Smarty Pants Podcast

The Abortion Underground

Laura Kaplan on the vital work of Jane

By Stephanie Bastek | November 11, 2022
Martha Scott, Jeanne Galatzer-Levy, Abby Pariser, Sheila Smith and Madeline Schwenk were five of the seven Jane members arrested in 1972 (via HBO)
Martha Scott, Jeanne Galatzer-Levy, Abby Pariser, Sheila Smith and Madeline Schwenk were five of the seven Jane members arrested in 1972 (via HBO)

The Abortion Counseling Service of Women’s Liberation, codenamed “Jane,” performed an estimated 11,000 low-cost abortions in Chicago in the years immediately preceding the 1973 Roe v. Wade decision. Jane began in 1969 as a counseling service that connected people with doctors willing to terminate their pregnancies. But soon enough, its members started assisting with the procedures, and by the end of 1971, were themselves providing as many as 90 abortions a week in addition to basic gynecological care. None of the Jane volunteers—all of them women—were doctors. They simply believed that women should take reproductive care into their own hands, as they had done for centuries prior to the advent of bans on abortion. In The Story of Jane, activist Laura Kaplan tells the story of the legendary service, of which she herself was a member.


TASK REQUIREMENTS:
Extract, from the records beneath this instruction, each line that contains the word "Image".
*** DATA EXCERPTS Section Begins ***
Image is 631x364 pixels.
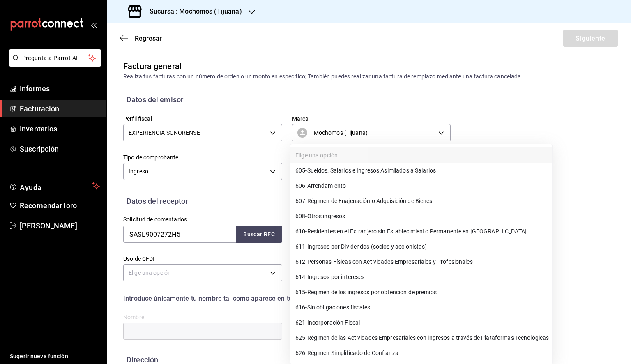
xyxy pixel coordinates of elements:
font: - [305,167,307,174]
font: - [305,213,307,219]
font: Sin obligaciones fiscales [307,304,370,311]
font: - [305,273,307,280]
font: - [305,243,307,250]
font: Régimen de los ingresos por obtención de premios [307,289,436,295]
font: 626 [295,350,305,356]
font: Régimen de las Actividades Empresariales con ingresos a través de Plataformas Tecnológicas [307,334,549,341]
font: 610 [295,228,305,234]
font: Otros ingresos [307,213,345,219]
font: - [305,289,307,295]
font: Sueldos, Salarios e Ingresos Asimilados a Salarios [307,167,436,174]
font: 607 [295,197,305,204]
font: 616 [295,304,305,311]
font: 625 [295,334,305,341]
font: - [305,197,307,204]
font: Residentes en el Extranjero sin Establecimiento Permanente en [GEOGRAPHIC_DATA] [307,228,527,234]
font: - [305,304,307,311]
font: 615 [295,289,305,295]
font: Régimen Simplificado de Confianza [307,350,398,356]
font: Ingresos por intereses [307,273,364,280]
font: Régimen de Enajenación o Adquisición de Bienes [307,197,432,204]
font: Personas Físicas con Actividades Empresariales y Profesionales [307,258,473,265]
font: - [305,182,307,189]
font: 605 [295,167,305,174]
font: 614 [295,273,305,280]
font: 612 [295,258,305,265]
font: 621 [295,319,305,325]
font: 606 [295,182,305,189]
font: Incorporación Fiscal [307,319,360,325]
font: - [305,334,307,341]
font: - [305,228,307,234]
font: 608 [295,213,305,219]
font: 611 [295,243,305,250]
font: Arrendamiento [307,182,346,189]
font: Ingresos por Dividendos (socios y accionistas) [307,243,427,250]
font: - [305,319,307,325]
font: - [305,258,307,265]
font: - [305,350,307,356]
*** DATA EXCERPTS Section Ends ***
*** DATA EXCERPTS Section Begins ***
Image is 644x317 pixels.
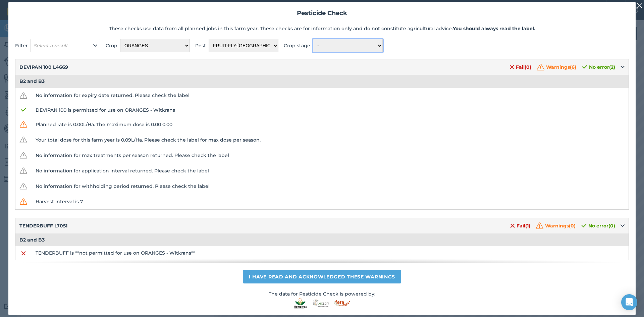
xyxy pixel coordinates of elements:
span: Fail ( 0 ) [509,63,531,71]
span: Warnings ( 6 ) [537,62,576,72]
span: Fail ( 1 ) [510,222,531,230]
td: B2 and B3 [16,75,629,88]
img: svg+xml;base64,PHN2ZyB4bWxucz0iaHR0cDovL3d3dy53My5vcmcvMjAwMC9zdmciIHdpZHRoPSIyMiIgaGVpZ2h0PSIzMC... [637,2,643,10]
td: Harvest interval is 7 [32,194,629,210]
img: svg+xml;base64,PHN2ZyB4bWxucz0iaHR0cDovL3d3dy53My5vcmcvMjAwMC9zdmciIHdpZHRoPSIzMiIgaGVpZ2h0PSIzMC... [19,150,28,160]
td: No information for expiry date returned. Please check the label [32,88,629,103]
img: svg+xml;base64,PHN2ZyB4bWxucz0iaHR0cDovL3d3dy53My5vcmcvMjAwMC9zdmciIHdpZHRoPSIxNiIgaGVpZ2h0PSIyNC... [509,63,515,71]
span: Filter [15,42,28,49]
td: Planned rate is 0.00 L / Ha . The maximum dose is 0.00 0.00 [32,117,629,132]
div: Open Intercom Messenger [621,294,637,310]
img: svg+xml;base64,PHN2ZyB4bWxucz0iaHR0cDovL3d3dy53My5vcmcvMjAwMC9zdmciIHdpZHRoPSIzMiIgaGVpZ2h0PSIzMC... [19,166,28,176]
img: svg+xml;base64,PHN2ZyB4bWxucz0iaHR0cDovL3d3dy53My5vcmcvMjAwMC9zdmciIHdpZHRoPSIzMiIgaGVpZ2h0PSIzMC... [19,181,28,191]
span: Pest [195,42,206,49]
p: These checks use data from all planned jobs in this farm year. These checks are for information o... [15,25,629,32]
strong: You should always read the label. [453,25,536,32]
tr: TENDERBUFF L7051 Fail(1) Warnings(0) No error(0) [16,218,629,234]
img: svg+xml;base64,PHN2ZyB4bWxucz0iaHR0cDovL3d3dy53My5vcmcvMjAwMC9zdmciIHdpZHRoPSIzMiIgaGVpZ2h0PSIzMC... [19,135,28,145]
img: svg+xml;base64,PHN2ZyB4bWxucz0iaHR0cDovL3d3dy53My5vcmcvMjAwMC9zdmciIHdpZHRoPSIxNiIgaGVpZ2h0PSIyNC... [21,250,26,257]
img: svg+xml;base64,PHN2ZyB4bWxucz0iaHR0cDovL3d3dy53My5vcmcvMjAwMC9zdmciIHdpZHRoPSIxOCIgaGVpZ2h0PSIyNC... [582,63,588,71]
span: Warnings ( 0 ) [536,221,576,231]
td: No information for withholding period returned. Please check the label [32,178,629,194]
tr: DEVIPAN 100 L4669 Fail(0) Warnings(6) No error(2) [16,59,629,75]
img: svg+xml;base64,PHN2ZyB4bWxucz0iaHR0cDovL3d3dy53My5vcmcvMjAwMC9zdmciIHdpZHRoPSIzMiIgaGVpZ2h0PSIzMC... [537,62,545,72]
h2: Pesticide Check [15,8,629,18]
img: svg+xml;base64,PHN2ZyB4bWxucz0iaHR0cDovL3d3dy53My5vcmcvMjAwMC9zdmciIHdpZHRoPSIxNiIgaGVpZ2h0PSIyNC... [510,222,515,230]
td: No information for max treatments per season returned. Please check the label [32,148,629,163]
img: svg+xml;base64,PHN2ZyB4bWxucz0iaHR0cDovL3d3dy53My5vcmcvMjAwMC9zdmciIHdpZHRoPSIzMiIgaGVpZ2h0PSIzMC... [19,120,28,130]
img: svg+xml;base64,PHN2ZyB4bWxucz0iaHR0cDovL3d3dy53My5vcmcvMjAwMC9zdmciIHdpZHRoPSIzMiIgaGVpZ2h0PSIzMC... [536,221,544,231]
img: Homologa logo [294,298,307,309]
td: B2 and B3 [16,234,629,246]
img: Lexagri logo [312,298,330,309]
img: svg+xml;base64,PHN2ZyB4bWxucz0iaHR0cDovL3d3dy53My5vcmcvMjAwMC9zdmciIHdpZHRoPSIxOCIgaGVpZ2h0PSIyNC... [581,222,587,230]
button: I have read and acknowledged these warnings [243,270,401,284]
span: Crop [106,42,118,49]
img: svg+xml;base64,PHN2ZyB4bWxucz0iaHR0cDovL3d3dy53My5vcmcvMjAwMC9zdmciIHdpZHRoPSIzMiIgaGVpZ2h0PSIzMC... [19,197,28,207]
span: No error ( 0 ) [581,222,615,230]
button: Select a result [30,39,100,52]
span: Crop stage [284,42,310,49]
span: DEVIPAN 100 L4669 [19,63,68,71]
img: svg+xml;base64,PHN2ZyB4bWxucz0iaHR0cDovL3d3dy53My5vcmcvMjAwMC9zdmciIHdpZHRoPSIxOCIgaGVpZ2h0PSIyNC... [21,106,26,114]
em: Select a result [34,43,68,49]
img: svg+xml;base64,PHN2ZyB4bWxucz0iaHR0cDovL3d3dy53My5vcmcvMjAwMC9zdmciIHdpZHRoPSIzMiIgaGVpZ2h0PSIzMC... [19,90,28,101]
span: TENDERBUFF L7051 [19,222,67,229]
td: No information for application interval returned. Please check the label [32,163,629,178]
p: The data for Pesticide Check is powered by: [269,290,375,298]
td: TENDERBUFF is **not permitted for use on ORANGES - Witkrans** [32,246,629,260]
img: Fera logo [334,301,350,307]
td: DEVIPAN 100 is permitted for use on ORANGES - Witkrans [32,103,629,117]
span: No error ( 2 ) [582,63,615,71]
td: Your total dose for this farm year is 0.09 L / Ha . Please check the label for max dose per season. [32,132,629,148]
*** DATA EXCERPTS Section Ends ***
*** DATA EXCERPTS Section Begins ***
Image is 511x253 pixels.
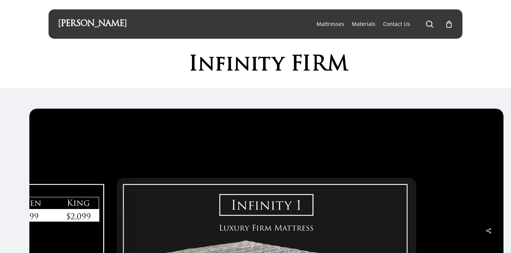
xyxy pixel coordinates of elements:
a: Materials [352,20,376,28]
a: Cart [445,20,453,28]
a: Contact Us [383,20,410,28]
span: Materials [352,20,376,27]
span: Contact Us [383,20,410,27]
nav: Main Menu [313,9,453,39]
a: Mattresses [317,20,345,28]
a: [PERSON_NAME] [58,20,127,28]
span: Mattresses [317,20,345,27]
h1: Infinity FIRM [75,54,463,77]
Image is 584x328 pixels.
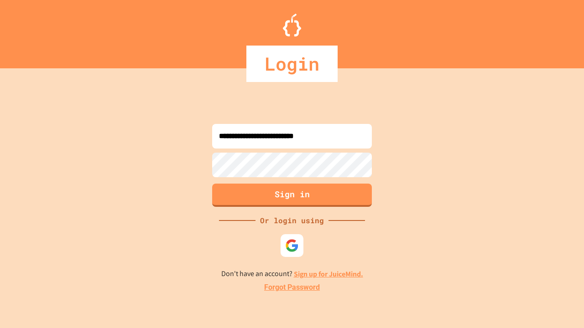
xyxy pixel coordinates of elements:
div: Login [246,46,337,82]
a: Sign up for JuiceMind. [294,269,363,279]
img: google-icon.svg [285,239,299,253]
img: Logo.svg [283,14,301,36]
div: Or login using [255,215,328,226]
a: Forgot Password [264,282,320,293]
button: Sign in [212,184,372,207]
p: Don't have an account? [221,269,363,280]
*** DATA EXCERPTS Section Ends ***
WRITTEN SOLUTION:
Image is 631x364 pixels.
Image is 644x317 pixels.
Image is 511x253 pixels.
Image is 584x328 pixels.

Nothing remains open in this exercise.